Eyes: The Window To The Brain

The eyes are an extension of the brain and so knowing ways in which you can use your visual system to influence behaviour can help optimise productive energy, emotional regulation and quality sleep.

More Productive Energy


Whether you are looking for more energy for a mentally or physically productive challenge, neuro-ophthalmology research on how the eyes influence our behaviour shows that what we see influences how we think and therefore how we behave. 

Being In Sight Of The Goal

For exercise challenges, such as long-distance running, athletes have demonstrated how the narrowing of visual focus is key for maintaining motivation. While running, they focus their visual attention on a particular marker at a reachable distance - making that their goal to reach. Having a spotlight-type visual focus puts you into a higher energy expenditure mode than if a goal was out of sight. This is because energy conservation is the priority when the goal is out of sight and higher energy output is implemented when the goal is within sight. This idea could be applied to goal motivation outside of exercise goals. Having a goal within sight by having reachable steps brings a bigger goal into focus. 

Increase Brain Cross-Talk 

Ideally, you want as much cross-talk within the brain across the two brain hemispheres. The corpus callosum is the connective area of nerve bundles which could be likened to the fibre optic wires. The more connected your left and right brain hemispheres, the higher the bandwidth the brain can access due to the two hemispheres working together and sharing information across to each other. The brain engages in this cross-talk between hemispheres as it consolidates memories during REM or Rapid Eye Movement sleep (from which EMDR therapy or ‘Eye Movement Desensitisation Reprocessing’ is derived).

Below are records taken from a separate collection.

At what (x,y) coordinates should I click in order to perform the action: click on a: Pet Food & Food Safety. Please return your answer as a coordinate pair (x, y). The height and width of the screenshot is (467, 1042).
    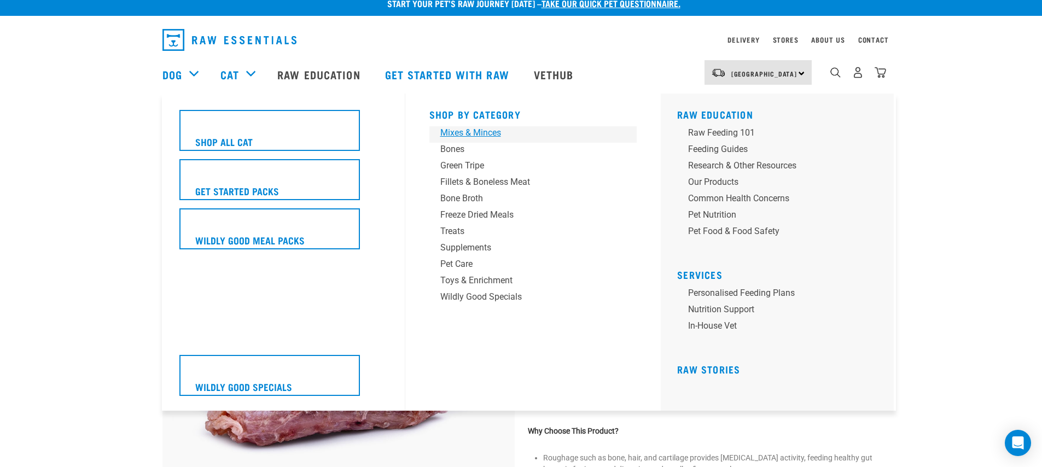
    Looking at the image, I should click on (781, 233). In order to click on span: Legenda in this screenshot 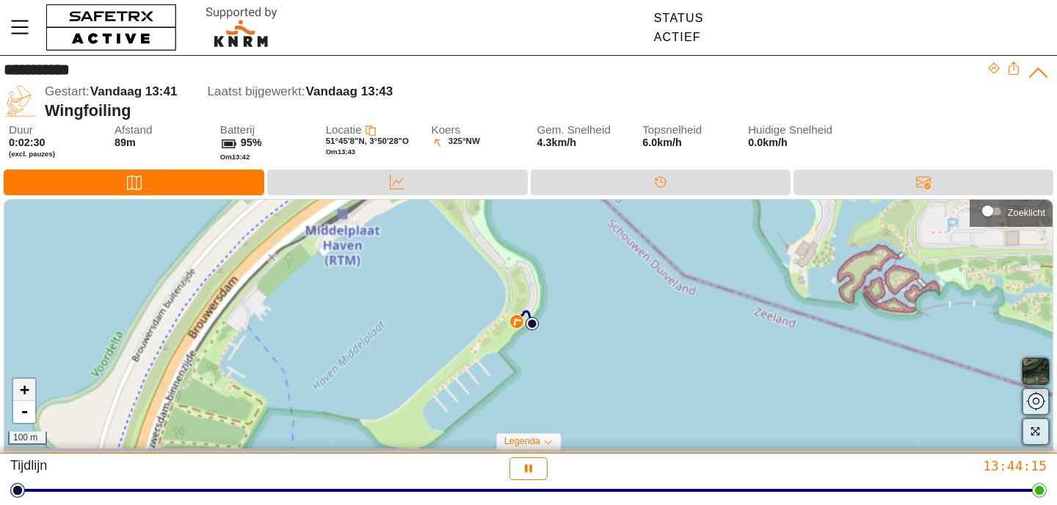, I will do `click(522, 441)`.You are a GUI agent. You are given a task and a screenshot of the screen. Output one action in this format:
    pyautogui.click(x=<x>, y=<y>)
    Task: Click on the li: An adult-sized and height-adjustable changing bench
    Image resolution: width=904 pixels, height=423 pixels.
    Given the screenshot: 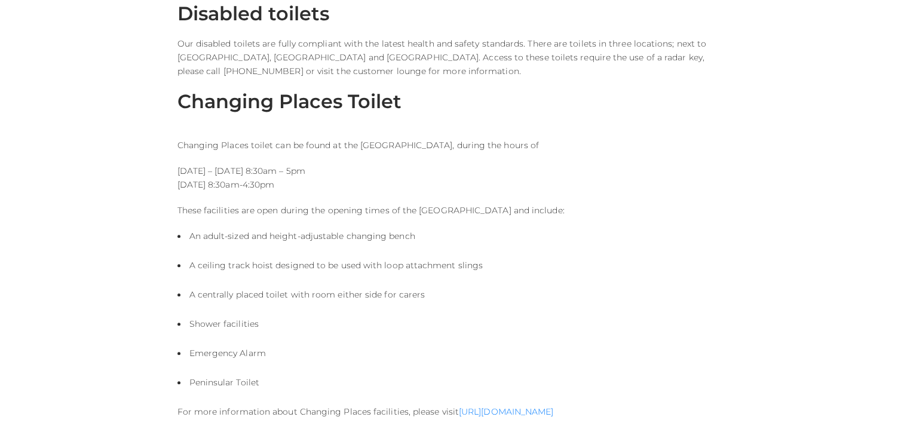 What is the action you would take?
    pyautogui.click(x=452, y=236)
    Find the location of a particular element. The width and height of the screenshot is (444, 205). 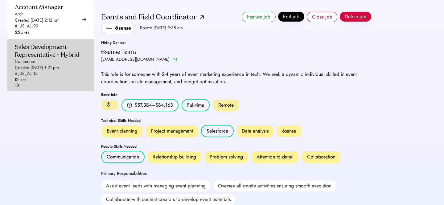

div: Problem solving is located at coordinates (226, 157). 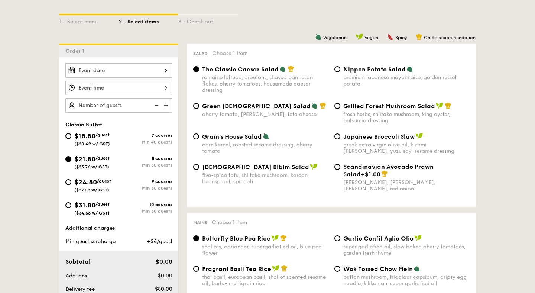 What do you see at coordinates (119, 70) in the screenshot?
I see `input: Event date` at bounding box center [119, 70].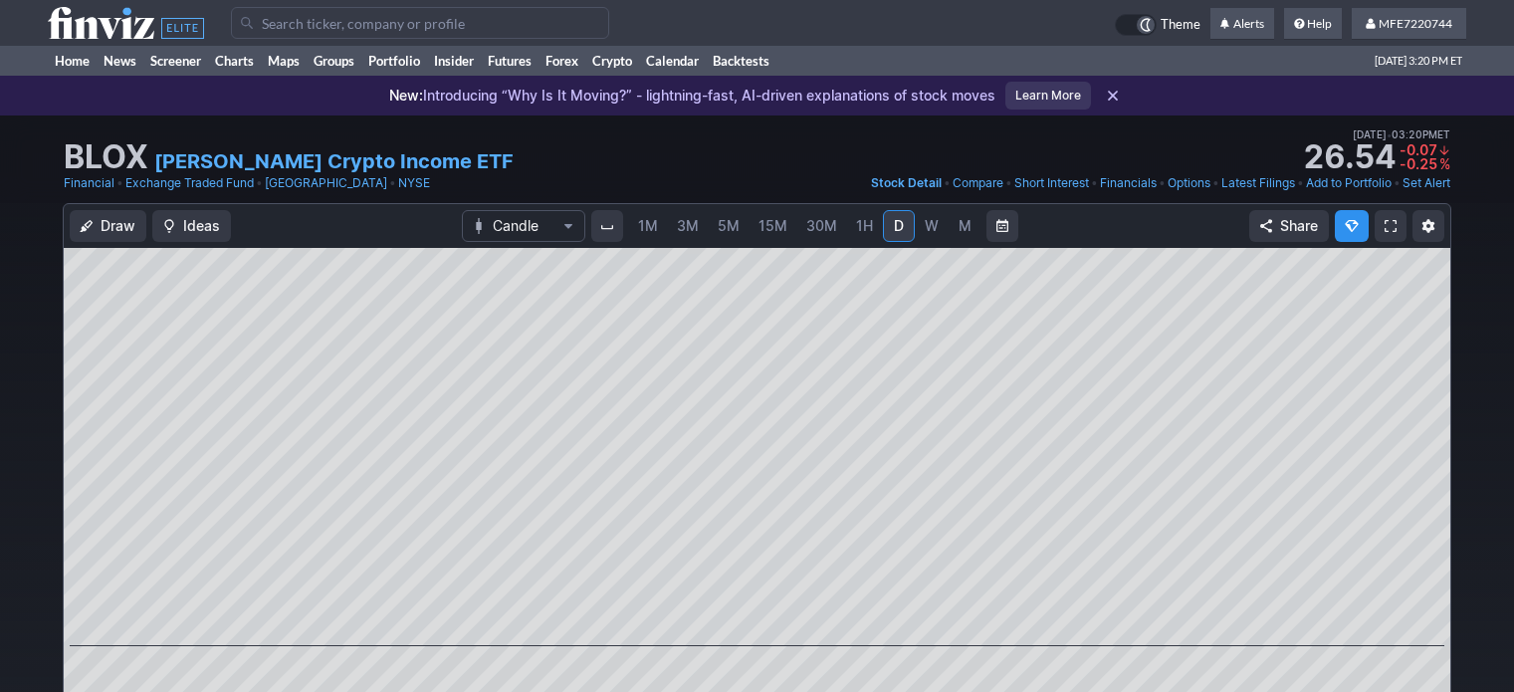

Rather than being left for right brain dominant, you can rebalance your brain and body for accessing a more robust nervous system state. Before starting a session at the gym, an idea could be to prime your nervous system by doing a mobility session that involves cross-body eye and body movement. This could be exercises such as opposite raised knee taps, bird dog, or crunches on the diagonal.

Exercise: the diagonal crunch

Visual focus tips for productivity while working at a screen: 

  • Set up your desk in front of a window to allow for long-distance gazing when you look up from the screen.
  • If you find your shoulders feeling achy, keyboard height can be a factor for tight shoulders but so can having fixed eyes for too long. A trick is to move just your eyes in a diagonal tracking pattern (look upper left to bottom right and vice versa) and your shoulder strain should find instant relief.
  • Clear your visual field from distractions. Turn your phone upside down and on silent so that notifications don’t catch your eye. Keep a post it note in sight of the top 3 tasks that are the most productive or profitable actions you can take to keep them in focus. 

Eye Movement For Emotional Regulation

Using eye movement is a natural subconscious way we regulate our emotions. You’ve probably heard ‘chin up’ when you are feeling down but literally looking up does lift your nervous system out of feeling emotions as deeply. Equally looking down connects your brain to collect more internal information if you have something to contemplate, as referenced by the statue The Thinker by Rodin. 

The Thinker by Rodin

When stressed by anger or fear, eyes tend to become fixed in focus. A way to calm the nervous system out of stress is to reorient the eyes to a wider perspective via a peripheral field of vision. You can do this by going for a quick walk which expands your vision by having things pass by your peripheral. A walk on a treadmill does not have the same effect for this purpose but walking up a hill to a viewpoint amplifies this benefit to your nervous system, especially if there is a panoramic view to enjoy!

Sleep

Hormone production is influenced by the light your eyes capture. One example of this is your circadian clock, which is set by light which sets your body's sleep schedule. Getting out in sunlight as close to sunrise as possible and watching the sunset is a key way to balance your sleep-wake cycle. If it is winter time, aligning artificial lights to sunrise and sunset is the next best available option, by using light up alarm clocks and colour filter settings on screens to cancel out blue light after sunset hours. 

If you want to drift off to sleep quickly, use an eye movement pattern that brings your brain into a lower theta state by keeping your chin level, looking up and slowly blinking (while keeping the eyes up position). This eye trick mimics how babies naturally fall asleep by inducing a drowsy state. This technique to reach theta brain wave state is also useful if you want to go into meditation or have a power nap during the day (- try having an espresso just before a nap for a wake-up boost!)

Given how our visual focus impacts how we think and behave, keeping these ideas in mind can help focus for greater health and wellbeing.